Monday, December 29, 2014

Why are the feds harassing Navajo shepherds?

In late October in a remote area of Arizona called Black Mesa, federal SWAT teams dressed in military flak jackets and wielding assault rifles set up roadblocks and detained people as helicopters and drones circled overhead.

The response made it seem as though police were targeting dangerous criminals — terrorists, even. But they were actually detaining impoverished Navajo (Dine’) elders accused of owning too many sheep.

For the past month Hopi rangers and agents from the Bureau of Indian Affairs (BIA) have been entering people’s land and holding them at gunpoint, with few warrants and little respect for due process. Community members say they live in fear because of this extreme intimidation in the Hopi Partitioned Lands in northern Arizona.

The Hopi tribe and the BIA say that over four dozen people have exceeded their permitted limit of 28 sheep per household, which will lead to overgrazing. Even if that were true — and many people doubt the claim — it would hardly justify the excessively intimidating approach to the problem. So far, three people have been arrested and more than 300 sheep impounded. Exorbitant fees are levied for people to recover their sheep, which the elderly Navajo residents depend on for their livelihood.

The residents of Black Mesa believe this most recent assault on their livelihood is being funded and instigated by the federal government through the Department of Interior and the BIA as part of an ongoing effort to maintain access to vast coal reserves on their ancestral homelands.

In September the U.S. government signed a settlement with the Navajo Nation to pay over half a billion dollars in compensation for the government’s mismanagement of tribal trust resources. At the signing, Secretary of the Interior Sally Jewell cited President Barack Obama’s desire to improve the nation-to-nation relationship between tribes and the federal government.
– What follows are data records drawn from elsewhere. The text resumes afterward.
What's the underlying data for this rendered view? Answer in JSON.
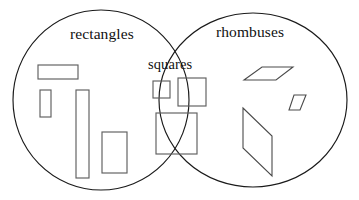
{
  "diagram": {
    "type": "venn",
    "title": "",
    "canvas": {
      "width": 359,
      "height": 200,
      "background": "#ffffff"
    },
    "stroke_colors": {
      "set_outline": "#1a1a1a",
      "shape_outline": "#5f5f5f",
      "rhombus_outline": "#4a4a4a"
    },
    "sets": [
      {
        "id": "rectangles",
        "label": "rectangles",
        "label_position": {
          "x": 70,
          "y": 26
        },
        "ellipse": {
          "cx": 101,
          "cy": 100,
          "rx": 88,
          "ry": 90
        }
      },
      {
        "id": "rhombuses",
        "label": "rhombuses",
        "label_position": {
          "x": 216,
          "y": 24
        },
        "ellipse": {
          "cx": 253,
          "cy": 100,
          "rx": 94,
          "ry": 87
        }
      }
    ],
    "intersection": {
      "id": "squares",
      "label": "squares",
      "label_position": {
        "x": 148,
        "y": 57
      }
    },
    "members": {
      "rectangles_only": [
        {
          "name": "wide-rectangle",
          "shape": "rect",
          "x": 38,
          "y": 65,
          "width": 40,
          "height": 14
        },
        {
          "name": "small-vertical-rectangle",
          "shape": "rect",
          "x": 40,
          "y": 90,
          "width": 11,
          "height": 27
        },
        {
          "name": "tall-narrow-rectangle",
          "shape": "rect",
          "x": 76,
          "y": 90,
          "width": 13,
          "height": 88
        },
        {
          "name": "medium-vertical-rectangle",
          "shape": "rect",
          "x": 102,
          "y": 132,
          "width": 25,
          "height": 41
        }
      ],
      "squares_intersection": [
        {
          "name": "small-square",
          "shape": "rect",
          "x": 153,
          "y": 81,
          "width": 17,
          "height": 17
        },
        {
          "name": "medium-square",
          "shape": "rect",
          "x": 178,
          "y": 78,
          "width": 28,
          "height": 28
        },
        {
          "name": "large-square",
          "shape": "rect",
          "x": 156,
          "y": 113,
          "width": 41,
          "height": 41
        }
      ],
      "rhombuses_only": [
        {
          "name": "flat-rhombus",
          "shape": "polygon",
          "points": "244,80 262,67 293,67 276,80"
        },
        {
          "name": "small-rhombus",
          "shape": "polygon",
          "points": "289,110 294,95 306,95 300,110"
        },
        {
          "name": "large-rhombus",
          "shape": "polygon",
          "points": "243,108 243,108 272,136 272,176 243,148"
        },
        {
          "name": "large-rhombus-alt",
          "shape": "polygon",
          "points": "243,108 272,136 272,176 243,148"
        }
      ]
    }
  }
}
While this public relations move made national headlines, the simultaneous harassment of Navajo elders and the deliberate effort to deprive them of their ability to remain on their lands did not.



1 comment:

Anonymous said...

Yes, I saw that on the Navajo Churro Sheep Association Newsletter (as I was a member but no more). The government was very heavy handed, especially toward the elderly lady.

But think and read this if you have the opportunity on the Navajo Churro sheep forum, April 18,2014, no.2631, a Navajo churro sheep breeder sent a post, addressed to me, that ran my blood cold. Her first sentence was" This might be of interest to you Monique, I am working with FERUS, an environment group from France right now on a grant to include our Catahoolas with their Patous" fast forward, "it has been an interesting project for me"
FERUS is an extremely aggressive pro loup, bears and lynx that has caused so much damage to sheep growers in France and other parts of Europe so much so that growers are demonstrating and fighting to amend the Bern convention. The Bern convention is a document protection wild life and predators.
A grant? in Euros or in Dollars. Do we know if it is Ferus? or is it some one representing him/her self as Ferus?
The fact that some terrorist infiltrating organization under the guise of ecologists saver of bio diversity is not as far fetched as one think.

My answer to this lunacy can be found on the forum, April 10, no. 2635. I told her that her project was full of crap and that I was not interested. was thrown under the train for using bad word.
So, yes, I agree that the raid on a grandmother was excessive but let's not forget that there are indeed terrorist infiltrating the U.S. to do us harm.